By: Jake Smiths
Of all the AI stories dominating headlines, few have focused on a distinctly unglamorous, but enormously important, context: the fast-food drive-thru. Yet at the Global Payments Genius Conference, Bojangles, Genius, and Hi Auto unveiled what may be one of the most ambitious enterprise AI deployments currently in operation in the real world.
While many AI initiatives struggle to scale beyond pilots, this collaboration is now active across almost 500 Bojangles locations, proving that automation in quick-service restaurants is moving beyond experimental hype. The most surprising takeaway from their announcement wasn’t what Voice AI might do someday; it’s what it is already doing today.
Rethinking the Drive-Thru Tech Stack
If you ask most QSR leaders why automation hasn’t transformed speed of service, they rarely point to a lack of AI capability. Instead, they point to legacy infrastructure. Traditional POS APIs were built for online ordering, where a few seconds of delay may not matter. Drive-thrus, on the other hand, operate on a millisecond scale.
Instead of forcing Voice AI to adapt to old systems, the Genius XPI platform extended enterprise POS capabilities directly into real-time ordering. Internally, this wasn’t pitched as a futuristic breakthrough, but rather as an infrastructure modernization to remove latency at the point where it is most costly: customer service.
Executives at the conference admitted they assumed this level of integration was years away. The challenge wasn’t conceptual AI; it was building a system stable enough to survive the realities of a large distributed operation. The Genius-Hi Auto deployment seems to have crossed that threshold.
Speed, Accuracy, and the Elimination of Friction
Hi Auto’s platform doesn’t just transcribe orders. It re-engineers how orders flow inside the restaurant. As a customer speaks, items are added to the order one by one and simultaneously displayed on guest-facing and kitchen screens.
That matters for two reasons:
- Guests correct errors instantly before they become bottlenecks.
- Kitchen staff start work before the order is completed.
In a sector where seconds compound into cars moved, this shift is structural.
The system also addresses a common issue most customers don’t think about: dual-lane confusion. When two lanes merge, staff must match each order to the corresponding car, and errors can cause slowdowns. Bojangles’ implementation attaches a vehicle image to each order, giving workers immediate visual confirmation. It’s simple, but operationally profound.
Because the platform routes data locally (rather than relying solely on cloud connections), stores are insulated from connectivity failures that make automation risky. Latency isn’t reduced, but engineered out.
Franchisees Don’t Buy Buzzwords; They Buy Results
The real story behind this deployment is the adoption curve, not the technology. The system scaled from 100 to 300 to nearly 500 restaurants, while maintaining an order completion rate of roughly 93% and accuracy above 96%.
Those numbers are not marketing claims designed to sell a pilot. They’re performance metrics that sustained franchise-level decisions.
For owners, the calculus is straightforward:
- Faster service equals higher throughput.
- Higher accuracy equals less waste.
- Consistency equals fewer operational fires to put out.
Voice AI succeeded not because franchisees wanted innovation, but because they wanted relief.
Automation’s New Standard in QSR
Until recently, Voice AI was appraised by its conversational feel: Does it understand people well enough to replace the human at the headset? Today, the market is asking a more demanding question: Can AI behave like an enterprise-grade system: fast, reliable, integrated, measurable, and adaptable?
The Bojangles-Hi Auto deployment reframes Voice AI from novelty to an infrastructure capability. To be credible in QSR, AI must deliver across the entire operational spectrum: speed, accuracy, latency, training, analytics, menu adjustments, promotions, and regional variation.
With these demands, few AI systems can scale. Hi Auto has shown that one can.
A Company Built for High-Volume Reality
Founded in 2019, Hi Auto designed its platform specifically for drive-thrus in high-volume QSR environments. Today, it powers about 1,000 locations across the U.S., U.K., New Zealand, and Australia, delivering consistent, high-accuracy ordering performance at scale.
Its technology centralizes script optimization, voice performance, upsell strategy, and menu management while giving brands control over limited-time offers and regional promotions. It isn’t automation for the sake of novelty; it’s automation engineered for complexity without chaos.
What This Moment Actually Represents
The Genius Conference didn’t showcase a theoretical roadmap or a controlled pilot; it showcased a functioning, large-scale transformation of a foundational QSR workflow.
What matters isn’t the technology itself, but the shift in expectations it creates. Once operators see automation perform consistently across hundreds of restaurants, “experimental AI” becomes a business liability rather than a competitive advantage.
Drive-thru automation is moving from “interesting” to “mandatory.” Not because AI promises a better future, but because it is already rearchitecting the present.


Transcribe the whole listing precisely, leaving nothing out.

■ **Information given**
________

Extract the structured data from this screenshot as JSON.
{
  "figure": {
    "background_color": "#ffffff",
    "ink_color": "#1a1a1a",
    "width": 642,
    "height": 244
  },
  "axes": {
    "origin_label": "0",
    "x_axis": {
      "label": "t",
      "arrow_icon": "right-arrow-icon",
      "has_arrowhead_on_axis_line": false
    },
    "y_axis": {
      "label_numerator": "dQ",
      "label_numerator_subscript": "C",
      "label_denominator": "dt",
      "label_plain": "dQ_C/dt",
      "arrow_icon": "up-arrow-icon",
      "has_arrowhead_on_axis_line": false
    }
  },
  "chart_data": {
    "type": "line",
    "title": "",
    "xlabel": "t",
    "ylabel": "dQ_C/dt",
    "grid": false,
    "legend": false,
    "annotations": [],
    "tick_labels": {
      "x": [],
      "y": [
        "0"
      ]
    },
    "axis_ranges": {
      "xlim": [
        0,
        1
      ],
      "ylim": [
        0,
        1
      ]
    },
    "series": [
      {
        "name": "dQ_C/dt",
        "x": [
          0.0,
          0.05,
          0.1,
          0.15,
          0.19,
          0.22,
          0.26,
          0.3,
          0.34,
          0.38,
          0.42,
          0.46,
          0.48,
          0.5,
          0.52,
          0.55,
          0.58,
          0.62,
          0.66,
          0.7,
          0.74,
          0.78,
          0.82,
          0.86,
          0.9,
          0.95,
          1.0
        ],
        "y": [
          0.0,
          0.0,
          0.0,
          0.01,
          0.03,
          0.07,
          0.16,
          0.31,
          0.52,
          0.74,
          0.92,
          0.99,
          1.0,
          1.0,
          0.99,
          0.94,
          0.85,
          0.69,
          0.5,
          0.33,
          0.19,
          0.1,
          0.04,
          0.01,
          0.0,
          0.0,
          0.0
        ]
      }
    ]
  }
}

________

■ **Solution below**
Extract the structured data from this screenshot as JSON.
{
  "figure": {
    "background_color": "#ffffff",
    "ink_color": "#1a1a1a",
    "width": 642,
    "height": 244
  },
  "axes": {
    "origin_label": "0",
    "x_axis": {
      "label": "t",
      "arrow_icon": "right-arrow-icon",
      "has_arrowhead_on_axis_line": false
    },
    "y_axis": {
      "label_numerator": "dQ",
      "label_numerator_subscript": "C",
      "label_denominator": "dt",
      "label_plain": "dQ_C/dt",
      "arrow_icon": "up-arrow-icon",
      "has_arrowhead_on_axis_line": false
    }
  },
  "chart_data": {
    "type": "line",
    "title": "",
    "xlabel": "t",
    "ylabel": "dQ_C/dt",
    "grid": false,
    "legend": false,
    "annotations": [],
    "tick_labels": {
      "x": [],
      "y": [
        "0"
      ]
    },
    "axis_ranges": {
      "xlim": [
        0,
        1
      ],
      "ylim": [
        0,
        1
      ]
    },
    "series": [
      {
        "name": "dQ_C/dt",
        "x": [
          0.0,
          0.05,
          0.1,
          0.15,
          0.19,
          0.22,
          0.26,
          0.3,
          0.34,
          0.38,
          0.42,
          0.46,
          0.48,
          0.5,
          0.52,
          0.55,
          0.58,
          0.62,
          0.66,
          0.7,
          0.74,
          0.78,
          0.82,
          0.86,
          0.9,
          0.95,
          1.0
        ],
        "y": [
          0.0,
          0.0,
          0.0,
          0.01,
          0.03,
          0.07,
          0.16,
          0.31,
          0.52,
          0.74,
          0.92,
          0.99,
          1.0,
          1.0,
          0.99,
          0.94,
          0.85,
          0.69,
          0.5,
          0.33,
          0.19,
          0.1,
          0.04,
          0.01,
          0.0,
          0.0,
          0.0
        ]
      }
    ]
  }
}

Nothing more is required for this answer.